LNG is also still important in developed Europe, which famously saw a surge in coal burning after Russia’s invasion of Ukraine—a surge that’s since declined due in part to the fuel being displaced by LNG.
U.S. LNG might have additional environmental benefits where it displaces natural gas supplies from countries, such as Russia or Qatar, that have fewer environmental regulations on gas production and transport (including on methane leakage) and whose state-owned producers are locked into much longer supply contracts (thus giving them more incentive to keep pumping out gas even after it stops making financial sense to do so). According to Bloomberg, in fact, the Biden administration announcement has some U.S. LNG customers nervously looking to Qatar and Russia for alternative supplies.
Finally, additional U.S. LNG exports might theoretically reduce domestic supplies and thus put some upward pressure on Americans’ natural gas bills (evidence there is mixed, but not significant either way), but any such higher prices would make renewable energy more price competitive and thus encourage its consumption here. You’d think the Biden administration would want that, given all the subsidies they’re tossing at wind, solar, and other renewables.
I guess you’d be wrong.
In short, reducing future U.S. LNG exports might cause global gas prices to rise and thus encourage the consumption of now-relatively cheaper renewables abroad. But it’ll do the exact same things to coal and biomass consumption, while also potentially encouraging the production and transport of relatively dirtier, more locked-in LNG from other sources. In the United States, meanwhile, captive gas supplies could—for a while at least—mean lower domestic natural gas prices, but that just means more U.S. gas consumption (and less consumption of the renewables that the Biden administration is so eagerly subsidizing). Overall, it’s a recipe for higher—not lower—carbon emissions in the future, along with all the other economic and geopolitical uncertainties.
Summing It All Up
Given these issues—and the LNG delay’s comically depressing backstory—it’s obvious to almost everyone (even many Biden supporters) that presidential campaign politics, not climate change, is driving the announcement.
If export approvals quickly resume after the November election and markets remain calm throughout, maybe it’ll in retrospect be considered a clever gamble. But if things do go south here, at least some of the blame should fall not on Joe Biden but on the law itself—a law that lets him and other self-interested politicians gamble on U.S. economic and national security with Americans’ property and livelihoods. Blame should also fall on multiple Congresses (ones run by Democrats and Republicans) for never reforming that law long after the United States was on its way to become a global energy powerhouse. Wonks (and not just me) had recognized the dangers of giving the president unlimited discretion to block energy exports on undefined “public interest” grounds, and numerous legislative proposals had been offered to make the system more automatic (e.g., like FTA-related shipments) and thus fix this obvious problem.
Of course, the perils of executive discretion and legislative inaction are hardly limited to the Natural Gas Act or Joe Biden. (Recall, for example, the law that the Trump-era Department of Justice said would let the president declare imported peanut butter a national security threat). Those laws need reform too, even if they’ve never been abused. That’s because, as last week’s LNG announcement and literally centuries of U.S. politics show, it’s only a matter of time before they are.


Task item> A single figure is wanted: the count of lines below containing the string "Papua".

=-=-=-=-=

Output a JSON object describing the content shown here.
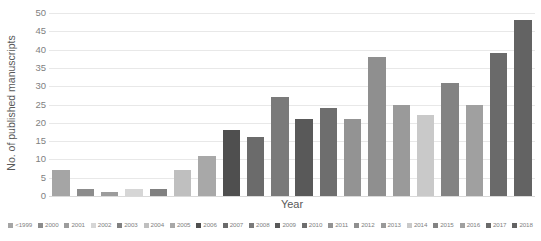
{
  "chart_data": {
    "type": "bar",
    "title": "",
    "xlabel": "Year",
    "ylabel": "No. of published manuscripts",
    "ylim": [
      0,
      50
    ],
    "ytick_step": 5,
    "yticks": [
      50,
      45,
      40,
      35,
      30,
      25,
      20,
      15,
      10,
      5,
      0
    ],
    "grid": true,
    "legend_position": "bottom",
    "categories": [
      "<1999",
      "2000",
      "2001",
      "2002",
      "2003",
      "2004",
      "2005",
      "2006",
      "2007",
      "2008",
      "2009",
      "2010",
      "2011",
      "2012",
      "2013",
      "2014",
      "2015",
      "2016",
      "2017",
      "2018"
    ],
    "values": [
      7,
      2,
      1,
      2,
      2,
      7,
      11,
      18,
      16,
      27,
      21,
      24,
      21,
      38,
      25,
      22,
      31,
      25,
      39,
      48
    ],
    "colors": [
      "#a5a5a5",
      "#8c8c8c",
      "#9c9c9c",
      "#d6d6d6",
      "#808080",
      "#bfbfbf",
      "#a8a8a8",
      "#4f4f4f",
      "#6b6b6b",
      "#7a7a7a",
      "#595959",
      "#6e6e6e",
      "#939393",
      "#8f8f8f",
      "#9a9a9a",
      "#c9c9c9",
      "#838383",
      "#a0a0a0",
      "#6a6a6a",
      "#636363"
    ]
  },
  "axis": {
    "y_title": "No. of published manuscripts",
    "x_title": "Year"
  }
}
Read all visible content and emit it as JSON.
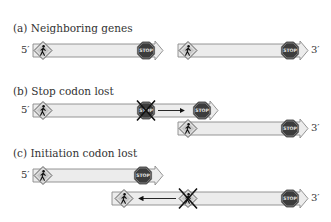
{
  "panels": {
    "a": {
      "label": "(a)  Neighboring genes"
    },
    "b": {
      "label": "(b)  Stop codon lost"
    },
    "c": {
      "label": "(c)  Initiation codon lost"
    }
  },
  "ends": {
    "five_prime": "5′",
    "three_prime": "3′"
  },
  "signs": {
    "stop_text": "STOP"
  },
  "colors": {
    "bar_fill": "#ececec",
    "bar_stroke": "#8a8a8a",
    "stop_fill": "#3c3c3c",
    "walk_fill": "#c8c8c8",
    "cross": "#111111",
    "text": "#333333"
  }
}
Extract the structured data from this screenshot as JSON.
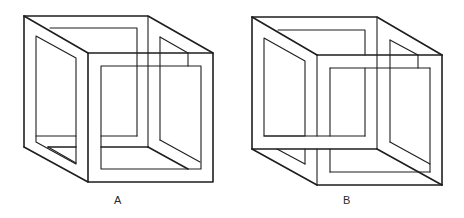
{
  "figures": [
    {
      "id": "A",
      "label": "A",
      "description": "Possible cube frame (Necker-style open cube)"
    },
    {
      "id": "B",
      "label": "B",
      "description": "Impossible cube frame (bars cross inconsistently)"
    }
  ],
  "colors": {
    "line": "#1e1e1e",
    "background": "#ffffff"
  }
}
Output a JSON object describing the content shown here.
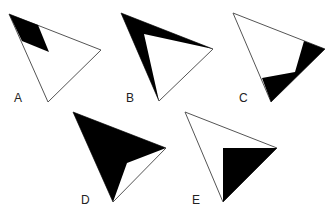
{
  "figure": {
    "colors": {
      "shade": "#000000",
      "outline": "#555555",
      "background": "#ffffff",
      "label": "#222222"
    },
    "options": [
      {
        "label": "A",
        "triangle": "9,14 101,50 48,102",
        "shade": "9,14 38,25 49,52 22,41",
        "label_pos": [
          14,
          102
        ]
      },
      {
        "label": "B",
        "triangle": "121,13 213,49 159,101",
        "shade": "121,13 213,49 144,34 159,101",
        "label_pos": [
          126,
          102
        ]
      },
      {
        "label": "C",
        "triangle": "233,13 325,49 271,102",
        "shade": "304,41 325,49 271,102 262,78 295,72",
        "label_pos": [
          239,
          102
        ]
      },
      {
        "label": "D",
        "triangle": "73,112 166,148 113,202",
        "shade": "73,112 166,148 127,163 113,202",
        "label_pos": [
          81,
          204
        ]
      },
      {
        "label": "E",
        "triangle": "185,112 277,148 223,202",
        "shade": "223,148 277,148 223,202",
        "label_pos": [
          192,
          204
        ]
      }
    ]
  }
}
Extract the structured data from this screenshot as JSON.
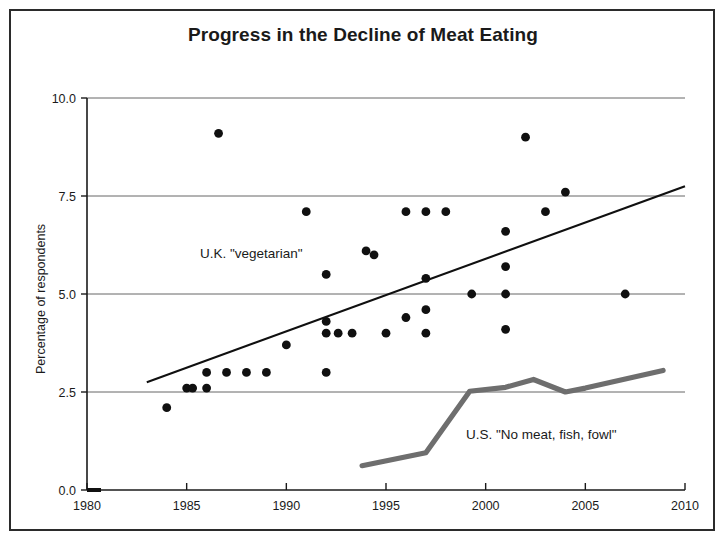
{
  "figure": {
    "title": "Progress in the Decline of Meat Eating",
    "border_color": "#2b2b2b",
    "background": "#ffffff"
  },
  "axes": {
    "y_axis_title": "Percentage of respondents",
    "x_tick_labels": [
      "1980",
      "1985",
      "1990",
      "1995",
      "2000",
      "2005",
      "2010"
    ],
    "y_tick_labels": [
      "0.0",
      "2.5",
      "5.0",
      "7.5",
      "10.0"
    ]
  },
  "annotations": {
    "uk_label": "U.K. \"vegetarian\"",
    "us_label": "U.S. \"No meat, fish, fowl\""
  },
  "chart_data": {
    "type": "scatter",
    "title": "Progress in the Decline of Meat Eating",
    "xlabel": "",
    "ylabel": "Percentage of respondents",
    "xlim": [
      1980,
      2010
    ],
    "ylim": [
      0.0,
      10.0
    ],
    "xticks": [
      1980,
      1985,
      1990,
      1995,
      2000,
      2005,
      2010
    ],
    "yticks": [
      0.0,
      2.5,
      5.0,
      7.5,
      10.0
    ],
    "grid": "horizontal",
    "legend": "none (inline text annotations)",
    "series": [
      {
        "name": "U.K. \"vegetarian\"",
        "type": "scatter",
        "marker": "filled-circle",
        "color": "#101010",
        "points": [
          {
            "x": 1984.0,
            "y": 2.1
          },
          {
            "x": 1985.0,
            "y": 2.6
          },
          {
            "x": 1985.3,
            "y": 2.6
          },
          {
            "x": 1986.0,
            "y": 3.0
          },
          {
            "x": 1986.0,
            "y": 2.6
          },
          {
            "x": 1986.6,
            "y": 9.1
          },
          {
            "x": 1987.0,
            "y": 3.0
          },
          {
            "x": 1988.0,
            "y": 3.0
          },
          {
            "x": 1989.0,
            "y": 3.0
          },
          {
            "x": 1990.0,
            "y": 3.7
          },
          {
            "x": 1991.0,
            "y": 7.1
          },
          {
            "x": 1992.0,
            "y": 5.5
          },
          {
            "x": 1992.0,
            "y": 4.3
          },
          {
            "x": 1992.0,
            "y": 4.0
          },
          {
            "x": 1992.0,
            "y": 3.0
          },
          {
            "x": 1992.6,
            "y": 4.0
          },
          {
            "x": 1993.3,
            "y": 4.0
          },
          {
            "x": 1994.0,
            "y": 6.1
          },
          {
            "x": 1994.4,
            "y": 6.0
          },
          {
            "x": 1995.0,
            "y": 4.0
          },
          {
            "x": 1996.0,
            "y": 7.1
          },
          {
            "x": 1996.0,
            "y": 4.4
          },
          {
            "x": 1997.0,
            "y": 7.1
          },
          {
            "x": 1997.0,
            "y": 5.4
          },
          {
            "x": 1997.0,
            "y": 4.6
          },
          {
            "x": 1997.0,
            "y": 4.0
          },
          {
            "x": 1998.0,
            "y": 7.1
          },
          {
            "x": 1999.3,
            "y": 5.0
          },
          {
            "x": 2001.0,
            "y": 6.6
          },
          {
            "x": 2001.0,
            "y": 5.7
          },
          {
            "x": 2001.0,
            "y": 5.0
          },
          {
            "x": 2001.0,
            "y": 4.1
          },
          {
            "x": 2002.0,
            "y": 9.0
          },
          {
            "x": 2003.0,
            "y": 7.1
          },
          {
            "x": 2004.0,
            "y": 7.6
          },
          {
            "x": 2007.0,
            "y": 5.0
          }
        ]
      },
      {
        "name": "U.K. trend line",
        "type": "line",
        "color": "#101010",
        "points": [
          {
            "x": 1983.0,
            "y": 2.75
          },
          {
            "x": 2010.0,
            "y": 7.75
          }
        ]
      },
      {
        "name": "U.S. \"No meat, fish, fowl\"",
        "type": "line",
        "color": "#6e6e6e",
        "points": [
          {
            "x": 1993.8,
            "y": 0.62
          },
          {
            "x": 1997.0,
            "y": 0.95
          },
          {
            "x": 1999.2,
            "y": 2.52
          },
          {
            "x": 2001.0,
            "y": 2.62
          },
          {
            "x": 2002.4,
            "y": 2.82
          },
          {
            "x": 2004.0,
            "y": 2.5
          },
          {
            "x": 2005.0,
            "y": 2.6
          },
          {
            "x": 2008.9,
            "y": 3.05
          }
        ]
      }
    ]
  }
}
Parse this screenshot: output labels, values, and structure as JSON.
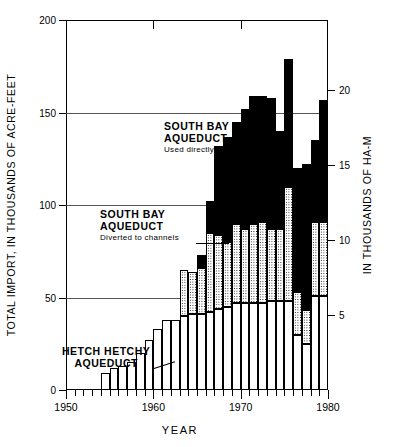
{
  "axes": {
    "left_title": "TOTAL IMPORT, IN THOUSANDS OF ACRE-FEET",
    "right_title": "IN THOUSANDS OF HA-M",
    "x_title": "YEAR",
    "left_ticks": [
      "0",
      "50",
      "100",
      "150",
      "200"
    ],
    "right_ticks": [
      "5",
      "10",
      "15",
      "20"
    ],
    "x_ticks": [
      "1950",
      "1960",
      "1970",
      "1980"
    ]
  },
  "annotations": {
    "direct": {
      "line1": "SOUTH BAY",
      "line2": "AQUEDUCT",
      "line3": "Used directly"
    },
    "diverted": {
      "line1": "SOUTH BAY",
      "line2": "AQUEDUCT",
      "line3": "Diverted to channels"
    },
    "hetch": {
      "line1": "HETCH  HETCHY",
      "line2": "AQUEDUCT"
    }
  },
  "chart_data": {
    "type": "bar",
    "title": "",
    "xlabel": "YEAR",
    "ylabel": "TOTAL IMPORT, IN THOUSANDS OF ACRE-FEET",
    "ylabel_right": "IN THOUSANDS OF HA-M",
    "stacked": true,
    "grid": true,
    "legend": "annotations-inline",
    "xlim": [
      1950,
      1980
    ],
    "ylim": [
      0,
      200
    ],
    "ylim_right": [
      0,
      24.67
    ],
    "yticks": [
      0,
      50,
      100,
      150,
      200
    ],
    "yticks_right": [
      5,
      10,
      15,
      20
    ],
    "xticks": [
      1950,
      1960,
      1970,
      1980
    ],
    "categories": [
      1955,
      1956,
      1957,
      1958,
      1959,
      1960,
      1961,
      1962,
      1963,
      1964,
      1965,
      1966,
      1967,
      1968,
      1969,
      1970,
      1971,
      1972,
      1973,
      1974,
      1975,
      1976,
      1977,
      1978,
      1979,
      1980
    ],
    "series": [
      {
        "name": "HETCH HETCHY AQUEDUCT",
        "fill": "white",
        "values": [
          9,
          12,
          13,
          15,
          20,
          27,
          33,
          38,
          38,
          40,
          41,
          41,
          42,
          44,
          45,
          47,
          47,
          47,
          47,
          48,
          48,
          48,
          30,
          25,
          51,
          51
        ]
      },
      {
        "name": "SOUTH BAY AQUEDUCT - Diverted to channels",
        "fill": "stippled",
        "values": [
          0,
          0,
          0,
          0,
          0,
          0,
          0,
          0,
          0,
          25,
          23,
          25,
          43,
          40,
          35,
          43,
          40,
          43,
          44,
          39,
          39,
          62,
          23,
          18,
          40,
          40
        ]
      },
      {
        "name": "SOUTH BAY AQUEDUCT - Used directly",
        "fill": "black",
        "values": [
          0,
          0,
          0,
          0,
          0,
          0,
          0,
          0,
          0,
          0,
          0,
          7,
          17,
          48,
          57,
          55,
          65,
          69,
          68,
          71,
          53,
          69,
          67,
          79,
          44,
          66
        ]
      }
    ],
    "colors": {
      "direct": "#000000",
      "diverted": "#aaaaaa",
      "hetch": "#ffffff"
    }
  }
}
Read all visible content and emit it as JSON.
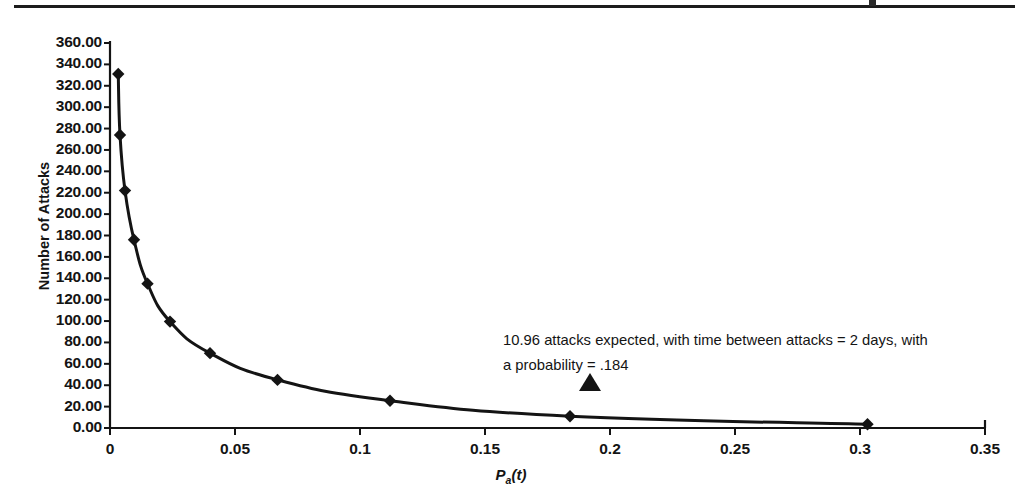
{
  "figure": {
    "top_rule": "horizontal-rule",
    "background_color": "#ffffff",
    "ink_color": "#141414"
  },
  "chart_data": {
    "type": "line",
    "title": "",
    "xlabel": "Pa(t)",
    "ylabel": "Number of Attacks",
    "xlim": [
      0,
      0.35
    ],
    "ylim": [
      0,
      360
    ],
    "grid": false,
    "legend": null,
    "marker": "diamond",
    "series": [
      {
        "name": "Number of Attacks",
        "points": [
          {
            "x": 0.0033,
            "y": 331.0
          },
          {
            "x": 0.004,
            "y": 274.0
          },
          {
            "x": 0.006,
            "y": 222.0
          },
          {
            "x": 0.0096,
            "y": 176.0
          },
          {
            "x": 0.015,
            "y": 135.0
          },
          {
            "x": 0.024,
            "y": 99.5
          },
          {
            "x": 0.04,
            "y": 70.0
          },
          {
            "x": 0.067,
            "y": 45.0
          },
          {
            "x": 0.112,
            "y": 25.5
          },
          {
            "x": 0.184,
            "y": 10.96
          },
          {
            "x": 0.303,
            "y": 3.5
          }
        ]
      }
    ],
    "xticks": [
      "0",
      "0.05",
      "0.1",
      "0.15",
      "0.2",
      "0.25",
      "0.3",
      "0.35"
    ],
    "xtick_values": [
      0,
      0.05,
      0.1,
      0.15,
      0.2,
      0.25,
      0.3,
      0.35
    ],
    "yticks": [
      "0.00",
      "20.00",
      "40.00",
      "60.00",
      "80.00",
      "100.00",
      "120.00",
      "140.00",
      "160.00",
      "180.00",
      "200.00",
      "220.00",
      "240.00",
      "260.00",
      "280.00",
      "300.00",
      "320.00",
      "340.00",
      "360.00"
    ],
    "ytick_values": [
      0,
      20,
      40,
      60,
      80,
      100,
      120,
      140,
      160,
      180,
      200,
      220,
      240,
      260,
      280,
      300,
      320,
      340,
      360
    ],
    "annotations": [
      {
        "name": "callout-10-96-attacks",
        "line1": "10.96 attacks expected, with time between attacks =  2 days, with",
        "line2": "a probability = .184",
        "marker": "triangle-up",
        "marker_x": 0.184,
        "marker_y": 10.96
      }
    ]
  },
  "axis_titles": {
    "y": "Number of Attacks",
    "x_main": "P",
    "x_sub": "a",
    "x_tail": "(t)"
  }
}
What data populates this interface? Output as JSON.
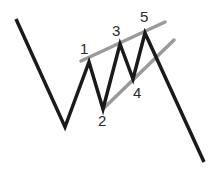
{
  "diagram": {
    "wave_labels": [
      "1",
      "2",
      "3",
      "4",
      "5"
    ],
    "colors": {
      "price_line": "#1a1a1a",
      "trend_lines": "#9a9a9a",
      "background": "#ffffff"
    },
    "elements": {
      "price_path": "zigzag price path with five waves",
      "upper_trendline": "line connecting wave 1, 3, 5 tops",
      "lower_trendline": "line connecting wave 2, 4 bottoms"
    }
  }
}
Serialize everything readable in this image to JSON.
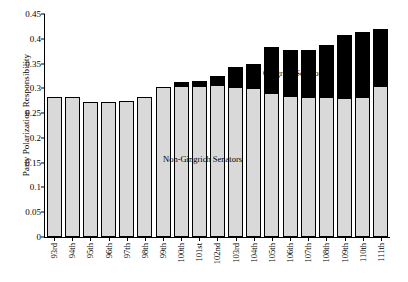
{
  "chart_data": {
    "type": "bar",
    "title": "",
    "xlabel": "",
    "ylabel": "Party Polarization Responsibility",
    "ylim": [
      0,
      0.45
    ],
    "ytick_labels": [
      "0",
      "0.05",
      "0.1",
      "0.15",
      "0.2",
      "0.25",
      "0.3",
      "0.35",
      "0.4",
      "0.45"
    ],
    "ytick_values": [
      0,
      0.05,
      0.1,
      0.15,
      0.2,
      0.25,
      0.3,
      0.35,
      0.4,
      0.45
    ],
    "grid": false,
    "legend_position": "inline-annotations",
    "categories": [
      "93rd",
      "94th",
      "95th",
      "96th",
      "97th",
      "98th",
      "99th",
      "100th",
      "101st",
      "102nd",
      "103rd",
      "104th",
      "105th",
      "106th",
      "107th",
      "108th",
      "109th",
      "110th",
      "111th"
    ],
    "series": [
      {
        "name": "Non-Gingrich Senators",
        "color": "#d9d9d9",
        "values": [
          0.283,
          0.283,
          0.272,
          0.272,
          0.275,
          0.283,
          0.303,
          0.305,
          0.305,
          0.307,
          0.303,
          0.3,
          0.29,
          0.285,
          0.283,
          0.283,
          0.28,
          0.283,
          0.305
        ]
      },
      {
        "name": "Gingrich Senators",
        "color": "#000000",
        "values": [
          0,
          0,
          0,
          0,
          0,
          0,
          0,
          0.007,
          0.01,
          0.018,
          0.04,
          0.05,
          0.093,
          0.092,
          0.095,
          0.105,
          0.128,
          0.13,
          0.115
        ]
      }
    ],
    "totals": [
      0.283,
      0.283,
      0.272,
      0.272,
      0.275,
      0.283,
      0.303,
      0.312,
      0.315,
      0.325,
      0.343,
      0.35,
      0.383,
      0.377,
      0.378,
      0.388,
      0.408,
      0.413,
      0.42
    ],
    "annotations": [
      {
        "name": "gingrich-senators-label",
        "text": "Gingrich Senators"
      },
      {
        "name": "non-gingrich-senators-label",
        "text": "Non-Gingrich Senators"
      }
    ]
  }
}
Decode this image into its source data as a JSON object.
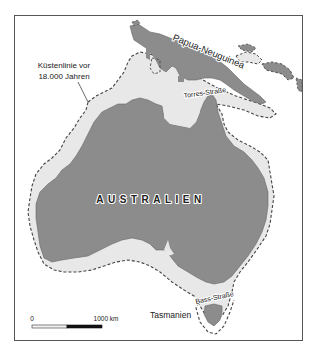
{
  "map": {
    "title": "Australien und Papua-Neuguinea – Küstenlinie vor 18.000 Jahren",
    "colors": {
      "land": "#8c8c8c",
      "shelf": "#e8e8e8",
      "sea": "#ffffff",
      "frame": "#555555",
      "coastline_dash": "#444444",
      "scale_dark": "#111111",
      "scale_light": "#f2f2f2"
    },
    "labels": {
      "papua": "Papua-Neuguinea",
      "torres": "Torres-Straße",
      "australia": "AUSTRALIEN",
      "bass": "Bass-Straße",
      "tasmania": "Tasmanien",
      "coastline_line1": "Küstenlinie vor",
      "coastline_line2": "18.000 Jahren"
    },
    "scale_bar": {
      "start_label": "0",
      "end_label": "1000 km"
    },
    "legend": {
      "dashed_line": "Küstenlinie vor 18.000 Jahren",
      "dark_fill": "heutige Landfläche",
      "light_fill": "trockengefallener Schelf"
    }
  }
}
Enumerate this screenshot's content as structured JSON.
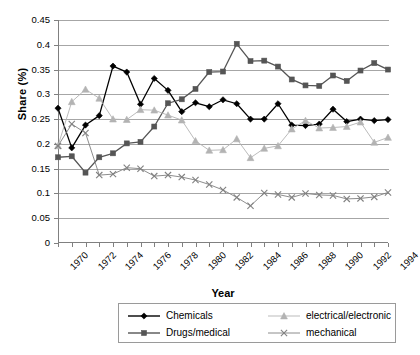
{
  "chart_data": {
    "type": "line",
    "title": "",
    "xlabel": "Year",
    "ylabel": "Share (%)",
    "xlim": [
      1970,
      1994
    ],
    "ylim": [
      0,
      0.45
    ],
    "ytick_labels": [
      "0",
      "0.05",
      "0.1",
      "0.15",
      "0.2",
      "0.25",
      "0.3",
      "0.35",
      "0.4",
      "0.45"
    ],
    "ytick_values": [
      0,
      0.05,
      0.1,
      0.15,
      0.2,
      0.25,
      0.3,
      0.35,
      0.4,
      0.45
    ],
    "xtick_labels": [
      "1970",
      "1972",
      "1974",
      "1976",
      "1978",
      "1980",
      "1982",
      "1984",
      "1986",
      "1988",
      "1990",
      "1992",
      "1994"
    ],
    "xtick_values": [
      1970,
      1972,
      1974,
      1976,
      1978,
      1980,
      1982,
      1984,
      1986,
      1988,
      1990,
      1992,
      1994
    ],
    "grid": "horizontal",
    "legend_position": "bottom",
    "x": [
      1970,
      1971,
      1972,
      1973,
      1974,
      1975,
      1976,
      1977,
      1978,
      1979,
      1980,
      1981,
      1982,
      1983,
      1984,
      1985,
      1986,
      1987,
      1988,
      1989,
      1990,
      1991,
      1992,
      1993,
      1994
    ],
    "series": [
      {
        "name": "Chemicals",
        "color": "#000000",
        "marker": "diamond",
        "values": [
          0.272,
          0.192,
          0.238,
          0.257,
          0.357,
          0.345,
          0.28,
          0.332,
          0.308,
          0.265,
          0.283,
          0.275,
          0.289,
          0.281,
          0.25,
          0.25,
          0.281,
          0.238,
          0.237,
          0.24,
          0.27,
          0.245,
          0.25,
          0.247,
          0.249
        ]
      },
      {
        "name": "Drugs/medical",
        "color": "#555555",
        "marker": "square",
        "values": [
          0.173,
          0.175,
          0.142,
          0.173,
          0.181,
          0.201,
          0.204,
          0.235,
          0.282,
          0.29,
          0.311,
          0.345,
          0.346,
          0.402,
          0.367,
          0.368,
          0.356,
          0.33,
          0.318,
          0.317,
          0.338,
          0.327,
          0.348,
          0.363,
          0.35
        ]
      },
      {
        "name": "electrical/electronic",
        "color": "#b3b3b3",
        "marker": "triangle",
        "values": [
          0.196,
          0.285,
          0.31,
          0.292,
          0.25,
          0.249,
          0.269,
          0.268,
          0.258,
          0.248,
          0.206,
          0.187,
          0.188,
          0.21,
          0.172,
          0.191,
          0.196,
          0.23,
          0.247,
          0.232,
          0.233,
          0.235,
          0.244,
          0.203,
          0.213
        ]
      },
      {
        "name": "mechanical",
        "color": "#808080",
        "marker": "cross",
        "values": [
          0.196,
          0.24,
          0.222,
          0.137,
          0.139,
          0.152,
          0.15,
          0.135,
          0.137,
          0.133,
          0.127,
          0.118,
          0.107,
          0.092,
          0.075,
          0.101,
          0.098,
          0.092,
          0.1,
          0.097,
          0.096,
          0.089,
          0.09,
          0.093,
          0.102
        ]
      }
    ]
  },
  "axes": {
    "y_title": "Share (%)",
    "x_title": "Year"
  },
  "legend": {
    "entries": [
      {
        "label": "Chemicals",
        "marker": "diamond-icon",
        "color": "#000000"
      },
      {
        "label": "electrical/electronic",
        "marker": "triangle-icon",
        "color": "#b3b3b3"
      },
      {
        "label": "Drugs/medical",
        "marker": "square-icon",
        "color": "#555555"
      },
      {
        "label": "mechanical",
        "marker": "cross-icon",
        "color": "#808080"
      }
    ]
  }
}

=-=-=-=-=

Answer box> 2